Jessel, George Albert
JESSEL, GEORGE ALBERT
JESSEL, GEORGE ALBERT (1898–1981), U.S. entertainer. Born in New York, Jessel began his career as a boy singer in vaudeville, and at the age of ten was teamed with Eddie *Cantor. He went to London as a comedian in 1914, appeared at the Victoria Palace theater and, returning to New York in 1919, acted in revue. He developed a one-man act, and then turned to more serious work. He had his greatest success in 1925 on Broadway in The Jazz Singer, a play by Samson Raphaelson based on a short story "The Day of Atonement." Jessel played the role more than a thousand times.
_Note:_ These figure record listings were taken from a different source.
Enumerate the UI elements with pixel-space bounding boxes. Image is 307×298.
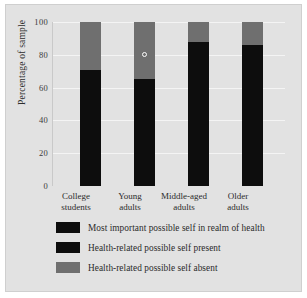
bar-older-adults — [242, 22, 263, 186]
bar-segment-absent — [188, 22, 209, 42]
bar-middle-aged-adults — [188, 22, 209, 186]
y-tick-label-60: 60 — [39, 83, 48, 93]
chart-legend: Most important possible self in realm of… — [56, 219, 296, 279]
x-tick-label-older-adults: Older adults — [206, 191, 270, 212]
bar-segment-present — [80, 70, 101, 186]
legend-label: Health-related possible self absent — [88, 263, 218, 273]
plot-area: 100 80 60 40 20 0 — [53, 22, 285, 186]
legend-item-most-important: Most important possible self in realm of… — [56, 219, 296, 236]
y-tick-label-100: 100 — [34, 17, 48, 27]
bar-segment-absent — [242, 22, 263, 45]
bar-segment-present — [134, 79, 155, 186]
x-tick-line1: Older — [206, 191, 270, 202]
legend-swatch-icon — [56, 262, 80, 273]
bar-young-adults — [134, 22, 155, 186]
y-tick-label-0: 0 — [43, 181, 48, 191]
x-tick-line2: adults — [206, 202, 270, 213]
gridline-0: 0 — [53, 186, 285, 187]
legend-swatch-icon — [56, 242, 80, 253]
bar-segment-present — [188, 42, 209, 186]
bar-segment-absent — [80, 22, 101, 70]
y-axis-title: Percentage of sample — [17, 20, 27, 105]
legend-swatch-icon — [56, 222, 80, 233]
chart-figure: Percentage of sample 100 80 60 40 20 0 — [5, 4, 302, 292]
y-tick-label-80: 80 — [39, 50, 48, 60]
y-axis-line — [52, 22, 53, 186]
legend-label: Health-related possible self present — [88, 243, 221, 253]
bar-college-students — [80, 22, 101, 186]
y-tick-label-20: 20 — [39, 148, 48, 158]
y-tick-label-40: 40 — [39, 115, 48, 125]
bar-segment-present — [242, 45, 263, 186]
legend-item-present: Health-related possible self present — [56, 239, 296, 256]
legend-item-absent: Health-related possible self absent — [56, 259, 296, 276]
bar-segment-absent — [134, 22, 155, 79]
legend-label: Most important possible self in realm of… — [88, 223, 265, 233]
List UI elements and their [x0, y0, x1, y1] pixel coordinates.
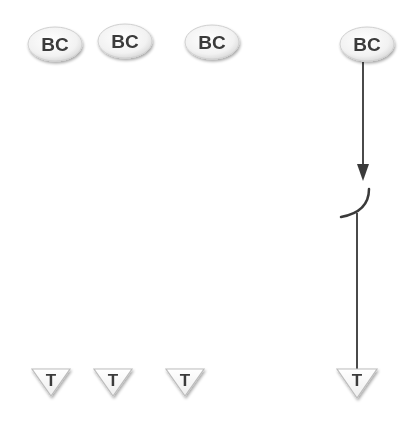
switch-arc: [341, 189, 369, 217]
arrow-head-icon: [357, 164, 369, 181]
bc-node-1[interactable]: BC: [28, 27, 82, 61]
t-node-4[interactable]: T: [337, 369, 377, 398]
diagram-canvas: BC BC BC BC T T T T: [0, 0, 419, 424]
bc-node-label: BC: [353, 34, 381, 55]
t-node-2[interactable]: T: [94, 369, 132, 396]
bc-node-4[interactable]: BC: [340, 27, 394, 61]
bc-node-2[interactable]: BC: [98, 24, 152, 58]
bc-node-label: BC: [198, 32, 226, 53]
t-node-label: T: [180, 371, 191, 390]
t-node-label: T: [108, 371, 119, 390]
t-node-1[interactable]: T: [32, 369, 70, 396]
bc-node-label: BC: [111, 31, 139, 52]
bc-node-3[interactable]: BC: [185, 25, 239, 59]
t-node-3[interactable]: T: [166, 369, 204, 396]
bc-node-label: BC: [41, 34, 69, 55]
t-node-label: T: [46, 371, 57, 390]
t-node-label: T: [352, 371, 363, 390]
He participated in the writing of several plays in which he appeared, such as The War Song (1928) and High Kickers (1942). Some of his other Broadway performances included Helen of Troy, New York (1923); Joseph (1930); Sweet and Low (1930); and Show Time (1942).
Jessel was New York's official toastmaster from 1925 and appeared at banquets, army entertainments, and was particularly active at fundraising events for Jewish charities and on behalf of Israel. Because of his frequent role as master of ceremonies at so many entertainment and political gatherings, he was nicknamed "Toastmaster General of the United States."
Having starred in several silent films for Warner Brothers during the 1920s, Jessel was offered the lead in their history-making first talkie, The Jazz Singer. Jessel and the studio could not agree on Jessel's salary, and the role ultimately went to Al Jolson. Jessel often lamented that it was the biggest professional mistake he ever made. In addition to producing more than a dozen movies (When My Baby Smiles at Me, Dancing in the Dark, Bloodhounds of Broadway, Tonight We Sing) between 1945 and 1953, Jessel appeared in such films as Private Izzy Murphy (1926), Ginsberg the Great (1927), Sailor Izzy Murphy (1927), George Washington Cohen (1928), Lucky Boy (1929), Love, Live, and Laugh (1929), It Might Be Worse (1931), and had small roles in The Busy Body (1967), Valley of the Dolls (1967), and Reds (1981).
In 1970 Jessel received the Jean Hersholt Humanitarian Award at the Academy Awards.
No stranger to television audiences, Jessel appeared on many variety shows, as well as hosting a few of his own, namely Four-Star Revue (1952–53), The Comeback Show (1953), and The George Jessel Show (1953–54).
Jessel wrote several books, including an autobiography So Help Me (1944); a sequel, This Way, Miss; (1955); an instructive You Too Can Make a Speech (1956); a toastmaster's handbook, Jessel, Anyone? (1960); a book of poems, Elegy in Manhattan (1961); a whimsical Halo over Hollywood (1963); another autobiographical work, The World I Lived In (with J. Austin, 1975); and The Toastmaster General's Favorite Jokes: Openings and Closings for Speechmakers (1978).
bibliography:
B. Treadwell, Fifty Years of American Comedy (1951), 109–12; L. Wilde, Great Comedians Talk About Comedy (1968), 281–303.